Around nine o’clock at night, you can practically feel the math failing as you stroll through a small taverna in Nafplio. Every table is occupied. The waiter left last week, so the owner is pouring wine himself. The chef has been working fourteen-hour days since April, and the kitchen lacks a dishwasher. This in a nation that had the highest unemployment rate in the EU just ten years prior. Surprisingly, the reversal is occurring more quickly than most Athenians are prepared to acknowledge.
Greece now claims that in order to maintain its economy, it needs about 300,000 foreign workers. The figure is so big that it almost sounds rhetorical—the kind of figure a minister uses to illustrate a point. It isn’t rhetorical, though. Dishwashers and cooks, carpenters and welders, CNC technicians and machine learning engineers, farmhands and spa therapists are all covered. The fact that the shortage affects all skill levels suggests that it is structural rather than cyclical. Economists observing Greece feel that this is more than a passing trend. It is the economy’s new form.
| Greece Labor Shortage: Key Facts | Details |
|---|---|
| Total Foreign Workers Needed | 300,000+ |
| Workers Entered in 2025 | Roughly 90,000 (about 25% of target) |
| Hiring Process Duration | 6 to 9 months per worker |
| Tourism Sector Share of GDP | Nearly 20% |
| Key Sectors Affected | Tourism, construction, agriculture, IT, industry |
| Major Bilateral Agreement | 30,000 agricultural workers from Egypt |
| Countries Supplying Workers | Bangladesh, Egypt, Georgia, India, Indonesia, Moldova, Nepal, Pakistan, Philippines, Vietnam |
| Main Online Platform | WorkInGreece.io |
| Businesses Seeking Foreign Hires | 2,000+ |
| Prospective Workers Registered | 35,000+ |
| Required Documentation | Visa, Tax ID (AFM), AMKA, EU Blue Card |
| Previous Economic Backdrop | Greece had EU’s highest unemployment rate (2010–2018) |
Every summer, the tourism sector—which contributes almost a fifth of Greece’s GDP—feels the brunt of it. The season begins with understaffed hotels on Rhodes and Crete. Job sites for construction companies are waiting for plumbers, but they never show up. Agriculture, which has long relied on seasonal migrant labor, reached an agreement with Egypt for 30,000 workers; however, it is unclear how many will actually arrive. Only about 90,000 foreign workers—roughly 25% of the total—had actually entered the nation by the middle of 2025. The entire system silently malfunctions during the period between approval and arrival.
Everyone blames bureaucracy, but nobody ever finds a solution. It can take six to nine months, and occasionally longer, to hire a foreign employee in Greece. A company submits a permit application. It is examined by the regional authority. The visa is issued by a Greek embassy overseas. The worker waits for a social security number, a tax ID, and sometimes a blue card after landing. Before they can lawfully begin the job they flew in for, weeks go by. The timeline is almost comical for a seasonal hotel attempting to staff up by June. The season is halfway over by the time the paperwork is cleared.

WorkInGreece.io’s founder, Vangelis Kanellopoulos, has seen the mismatch accumulate in real time. More than 35,000 potential employees from eleven nations—Pakistan, the Philippines, Nepal, Bangladesh, Moldova, Georgia, Vietnam, and others—as well as more than 2,000 Greek companies looking to hire them have been drawn to his platform. There is interest on both sides. There is no machinery between them. For years, he has advocated for an integrated digital system. It’s still not here.
The way the nation discusses this is a little awkward. Greek taxes are among the highest in the EU, wages are among the lowest, and the need for foreign workers is still growing. It’s difficult to ignore the irony. During the years of austerity, a generation of young Greeks fled to Germany, the UK, and the Netherlands. Under a system that appears to be intended to keep them waiting, the nation is currently attempting to replace them with workers from Asia and North Africa. On paper, the economy is growing. The individuals in charge of it are confined to embassies.
It’s still unclear if Athens will be able to resolve this in time. The figures are known to the government. At conferences, ministers bring them up. However, there is a growing concern that Greece’s recovery story may be written in half-empty kitchens and delayed construction permits rather than in the GDP charts that everyone likes to point to, given the slow pace of reform compared to the speed of the shortage.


▶ _Your assignment_: Nothing in the data should be left out, so repeat it all exactly.

____ Task data

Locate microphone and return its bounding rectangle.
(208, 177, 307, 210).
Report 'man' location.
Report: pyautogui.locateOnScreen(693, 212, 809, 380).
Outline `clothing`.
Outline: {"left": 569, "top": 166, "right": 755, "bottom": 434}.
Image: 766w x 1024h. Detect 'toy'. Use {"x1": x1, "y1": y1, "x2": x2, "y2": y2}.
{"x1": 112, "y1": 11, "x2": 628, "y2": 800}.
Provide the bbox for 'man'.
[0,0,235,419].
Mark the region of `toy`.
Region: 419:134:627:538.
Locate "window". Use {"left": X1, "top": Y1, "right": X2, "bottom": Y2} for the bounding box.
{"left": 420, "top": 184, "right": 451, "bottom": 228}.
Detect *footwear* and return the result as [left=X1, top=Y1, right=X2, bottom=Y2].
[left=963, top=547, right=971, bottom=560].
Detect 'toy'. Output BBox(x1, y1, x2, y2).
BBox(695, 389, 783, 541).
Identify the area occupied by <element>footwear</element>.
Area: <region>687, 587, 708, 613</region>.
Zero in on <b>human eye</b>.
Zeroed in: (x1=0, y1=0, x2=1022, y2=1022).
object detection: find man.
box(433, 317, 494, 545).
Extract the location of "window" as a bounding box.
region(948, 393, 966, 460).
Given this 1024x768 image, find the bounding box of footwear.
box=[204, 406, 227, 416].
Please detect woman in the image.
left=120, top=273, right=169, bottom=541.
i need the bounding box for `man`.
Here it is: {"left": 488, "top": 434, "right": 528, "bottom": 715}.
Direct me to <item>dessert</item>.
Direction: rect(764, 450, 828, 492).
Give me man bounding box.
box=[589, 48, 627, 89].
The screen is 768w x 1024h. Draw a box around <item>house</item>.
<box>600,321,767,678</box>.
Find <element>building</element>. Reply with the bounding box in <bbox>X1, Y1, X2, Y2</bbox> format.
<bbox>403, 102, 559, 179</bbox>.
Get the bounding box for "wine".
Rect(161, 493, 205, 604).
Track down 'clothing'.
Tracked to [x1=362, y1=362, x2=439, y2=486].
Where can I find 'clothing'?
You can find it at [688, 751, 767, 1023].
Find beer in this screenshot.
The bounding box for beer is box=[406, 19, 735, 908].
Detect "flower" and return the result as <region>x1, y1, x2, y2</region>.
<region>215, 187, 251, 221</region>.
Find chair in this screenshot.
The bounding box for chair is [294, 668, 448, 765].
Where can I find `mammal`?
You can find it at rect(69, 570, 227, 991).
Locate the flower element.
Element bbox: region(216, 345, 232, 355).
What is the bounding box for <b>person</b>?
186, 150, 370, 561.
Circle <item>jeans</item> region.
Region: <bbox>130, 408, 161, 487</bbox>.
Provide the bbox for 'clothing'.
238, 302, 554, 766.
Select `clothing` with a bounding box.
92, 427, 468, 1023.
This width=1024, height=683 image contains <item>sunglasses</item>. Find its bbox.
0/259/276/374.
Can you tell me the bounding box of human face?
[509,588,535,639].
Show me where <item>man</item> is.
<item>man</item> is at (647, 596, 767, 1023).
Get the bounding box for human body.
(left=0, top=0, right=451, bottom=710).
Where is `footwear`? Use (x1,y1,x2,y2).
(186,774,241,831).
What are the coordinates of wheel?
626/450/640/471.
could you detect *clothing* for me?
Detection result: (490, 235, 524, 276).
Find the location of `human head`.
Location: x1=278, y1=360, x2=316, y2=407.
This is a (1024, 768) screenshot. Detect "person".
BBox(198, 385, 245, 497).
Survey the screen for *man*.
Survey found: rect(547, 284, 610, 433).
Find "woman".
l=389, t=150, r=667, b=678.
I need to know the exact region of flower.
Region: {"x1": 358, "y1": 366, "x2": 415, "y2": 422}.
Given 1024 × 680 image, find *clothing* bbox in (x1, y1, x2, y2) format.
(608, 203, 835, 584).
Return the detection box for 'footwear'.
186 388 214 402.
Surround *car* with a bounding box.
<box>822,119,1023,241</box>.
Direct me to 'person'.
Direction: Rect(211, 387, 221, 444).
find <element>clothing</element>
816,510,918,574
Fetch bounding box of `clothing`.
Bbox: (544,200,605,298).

________

▶ _Output below_:
Locate microphone and return its bounding rectangle.
(208, 177, 307, 210).
Report 'man' location.
Report: pyautogui.locateOnScreen(693, 212, 809, 380).
Outline `clothing`.
Outline: {"left": 569, "top": 166, "right": 755, "bottom": 434}.
Image: 766w x 1024h. Detect 'toy'. Use {"x1": x1, "y1": y1, "x2": x2, "y2": y2}.
{"x1": 112, "y1": 11, "x2": 628, "y2": 800}.
Provide the bbox for 'man'.
[0,0,235,419].
Mark the region of `toy`.
Region: 419:134:627:538.
Locate "window". Use {"left": X1, "top": Y1, "right": X2, "bottom": Y2} for the bounding box.
{"left": 420, "top": 184, "right": 451, "bottom": 228}.
Detect *footwear* and return the result as [left=X1, top=Y1, right=X2, bottom=Y2].
[left=963, top=547, right=971, bottom=560].
Detect 'toy'. Output BBox(x1, y1, x2, y2).
BBox(695, 389, 783, 541).
Identify the area occupied by <element>footwear</element>.
Area: <region>687, 587, 708, 613</region>.
Zero in on <b>human eye</b>.
Zeroed in: (x1=0, y1=0, x2=1022, y2=1022).
object detection: find man.
box(433, 317, 494, 545).
Extract the location of "window" as a bounding box.
region(948, 393, 966, 460).
Given this 1024x768 image, find the bounding box of footwear.
box=[204, 406, 227, 416].
Please detect woman in the image.
left=120, top=273, right=169, bottom=541.
i need the bounding box for `man`.
Here it is: {"left": 488, "top": 434, "right": 528, "bottom": 715}.
Direct me to <item>dessert</item>.
Direction: rect(764, 450, 828, 492).
Give me man bounding box.
box=[589, 48, 627, 89].
The screen is 768w x 1024h. Draw a box around <item>house</item>.
<box>600,321,767,678</box>.
Find <element>building</element>. Reply with the bounding box in <bbox>X1, Y1, X2, Y2</bbox> format.
<bbox>403, 102, 559, 179</bbox>.
Get the bounding box for "wine".
Rect(161, 493, 205, 604).
Track down 'clothing'.
Tracked to [x1=362, y1=362, x2=439, y2=486].
Where can I find 'clothing'?
You can find it at [688, 751, 767, 1023].
Find beer in this screenshot.
The bounding box for beer is box=[406, 19, 735, 908].
Detect "flower" and return the result as <region>x1, y1, x2, y2</region>.
<region>215, 187, 251, 221</region>.
Find chair in this screenshot.
The bounding box for chair is [294, 668, 448, 765].
Where can I find `mammal`?
You can find it at rect(69, 570, 227, 991).
Locate the flower element.
Element bbox: region(216, 345, 232, 355).
What is the bounding box for <b>person</b>?
186, 150, 370, 561.
Circle <item>jeans</item> region.
Region: <bbox>130, 408, 161, 487</bbox>.
Provide the bbox for 'clothing'.
238, 302, 554, 766.
Select `clothing` with a bounding box.
92, 427, 468, 1023.
This width=1024, height=683 image contains <item>sunglasses</item>. Find its bbox.
0/259/276/374.
Can you tell me the bounding box of human face?
[509,588,535,639].
Show me where <item>man</item> is.
<item>man</item> is at (647, 596, 767, 1023).
Get the bounding box for human body.
(left=0, top=0, right=451, bottom=710).
Where is `footwear`? Use (x1,y1,x2,y2).
(186,774,241,831).
What are the coordinates of wheel?
626/450/640/471.
could you detect *clothing* for me?
Detection result: (490, 235, 524, 276).
Find the location of `human head`.
Location: x1=278, y1=360, x2=316, y2=407.
This is a (1024, 768) screenshot. Detect "person".
BBox(198, 385, 245, 497).
Survey the screen for *man*.
Survey found: rect(547, 284, 610, 433).
Find "woman".
l=389, t=150, r=667, b=678.
I need to know the exact region of flower.
Region: {"x1": 358, "y1": 366, "x2": 415, "y2": 422}.
Given 1024 × 680 image, find *clothing* bbox in (x1, y1, x2, y2) format.
(608, 203, 835, 584).
Return the detection box for 'footwear'.
186 388 214 402.
Surround *car* with a bounding box.
<box>822,119,1023,241</box>.
Direct me to 'person'.
Direction: Rect(211, 387, 221, 444).
find <element>clothing</element>
816,510,918,574
Fetch bounding box of `clothing`.
Bbox: (544,200,605,298).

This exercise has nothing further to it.